HMI is excited to announce three new members who have joined our Board of Directors.
Seth Wilner has been a Holistic Management International Certified Educator since 2005. For 22 years he has worked as an agent educator with University of New Hampshire Cooperative Extension where he specializes in farm business management with an emphasis on whole farm planning.
Seth works across the state and throughout the Northeast Region. He has delivered numerous presentations on Holistic Management throughout the northeast region, including several multi-day workshops for both farmers and agricultural service providers. He received his B.S. from the University of Connecticut in soil science and his M.S. from the University of Wisconsin in Soil Fertility. Seth also served in the Peace Corps working with farmers in Senegal, West Africa from 1993 to 1995.
Seth's areas of interest are in: financial planning, enterprise analysis, cost of production, effective communication, goal setting, whole farm planning, effective adult education, program development, program evaluation, and Beginning Farmer/Rancher Curriculum. Seth feels one of his most used talents in farms is systems analysis. He especially likes to hone in on social and financial systems as they relate to moving towards farm sustainability. Recently, due to demand, Seth has focused a great deal of his efforts on succession planning and farm transfer work.
When asked why he is excited to join the Board, Seth said it has been a dream of his for decades. He is excited to be part of the BOD team and bring his systems thinking and outlook as a resource. But he says he enjoys the synergy he experiences in serving on Boards and he emphasizes that he sees himself as just another team member working toward a common goal of advancing Holistic Management and HMI.
Alejandro Carrillo is a fourth-generation rancher, and he is quite familiar with the challenges of running a profitable cattle ranch in the Chihuahuan desert.
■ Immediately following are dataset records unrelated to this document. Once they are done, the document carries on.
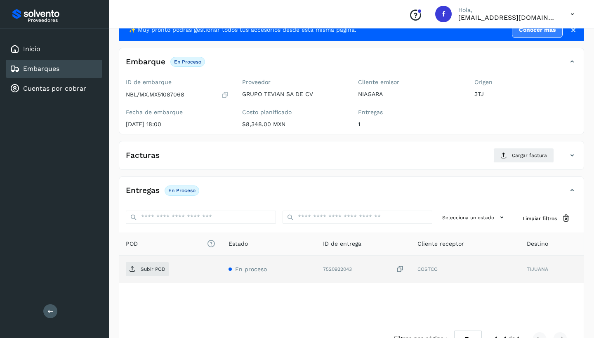 This screenshot has height=338, width=594. Describe the element at coordinates (143, 155) in the screenshot. I see `h4: Facturas` at that location.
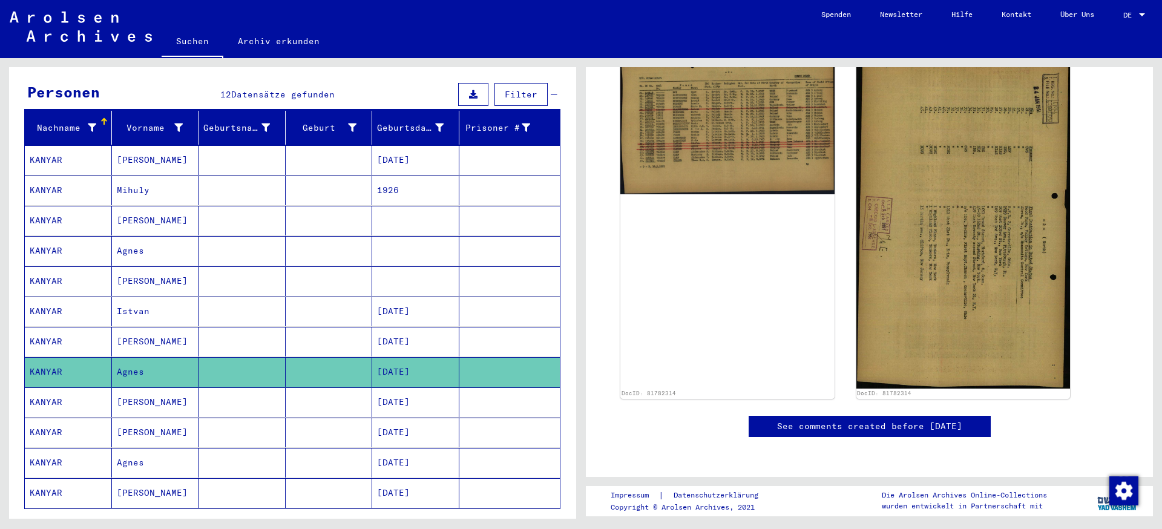 This screenshot has width=1162, height=529. What do you see at coordinates (416, 190) in the screenshot?
I see `mat-cell: 1926` at bounding box center [416, 190].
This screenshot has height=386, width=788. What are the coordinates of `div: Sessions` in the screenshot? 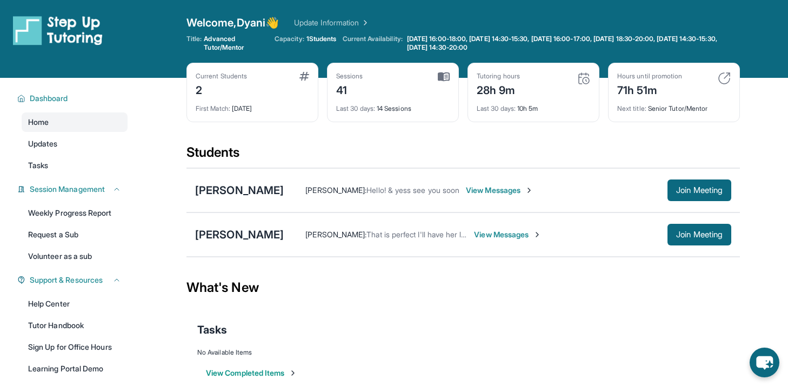 It's located at (350, 76).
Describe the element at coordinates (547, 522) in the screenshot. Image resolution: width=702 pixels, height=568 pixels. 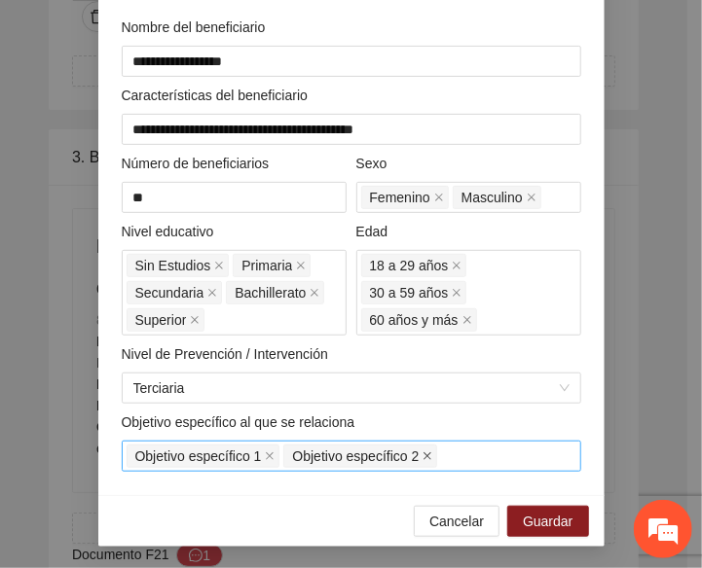
I see `button: Guardar` at that location.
Because annual precipitation seldom exceeds nine inches, every drop counts when it comes to growing more grasses. Grazing year-round with only sea salt as an input, he is not willing to waste any water in such a brittle environment.
An on-going drought that ranchers faced on these arid landscapes forced Alejandro to look for better ways of doing things, so in 2005 he took his first Holistic Management class. Since then, he has traveled and learned from ranchers around the world and through trial and error, he has adapted these learning experiences into his ranching environment. Today, Alejandro can carry three times more cattle than neighboring ranches on a per-acre basis, while substantially lowering his inputs. To accomplish this, he has relied on his adaptive grazing observation and management skills, selecting cattle that thrive under his conditions and management, and developing a solid, well-distributed, reliable water system to graze every paddock anytime of the year.
Before getting his boots on the ground full time, Alejandro worked as a software engineer in various countries. He has a Bachelor of Science degree in computer science from Monterrey Tech and a Master of Science degree in technical management from Johns Hopkins University.
Jozua Lambrecht is from South Africa and divides his time between their home in Somerset West and their family farm in Sutherland, one of the coldest places in South Africa, where they farm with sheep. He is married to his wife Therese and they have two daughters.
Jozua has a background in education and is passionate about how people learn and change. He did his first course in Holistic Management in 2002 and completed the Certified Educator Training Program in 2006. He also did a Permaculture Design Course in 2001.
Jozua has been involved for over 20 years in adult education and worked on a variety of sustainable development projects in rural communities in Southern Africa in which the Holistic Management framework was used in various ways to develop appropriate curricula and training courses. He also worked extensively with the Africa Centre for Holistic Management in Zimbabwe adapting the Holistic Management framework for communal farmers and communities in Africa where full-time herding is still the preferred livestock management strategy. He also does facilitation, strategic planning and conflict resolution for farming and ranching families by using the Holistic Management framework.
Jozua is very excited about joining HMI’s board and looks forward to learning from and working with other board members to strengthen HMI.
Welcome, Seth, Alejandro, and Jozua!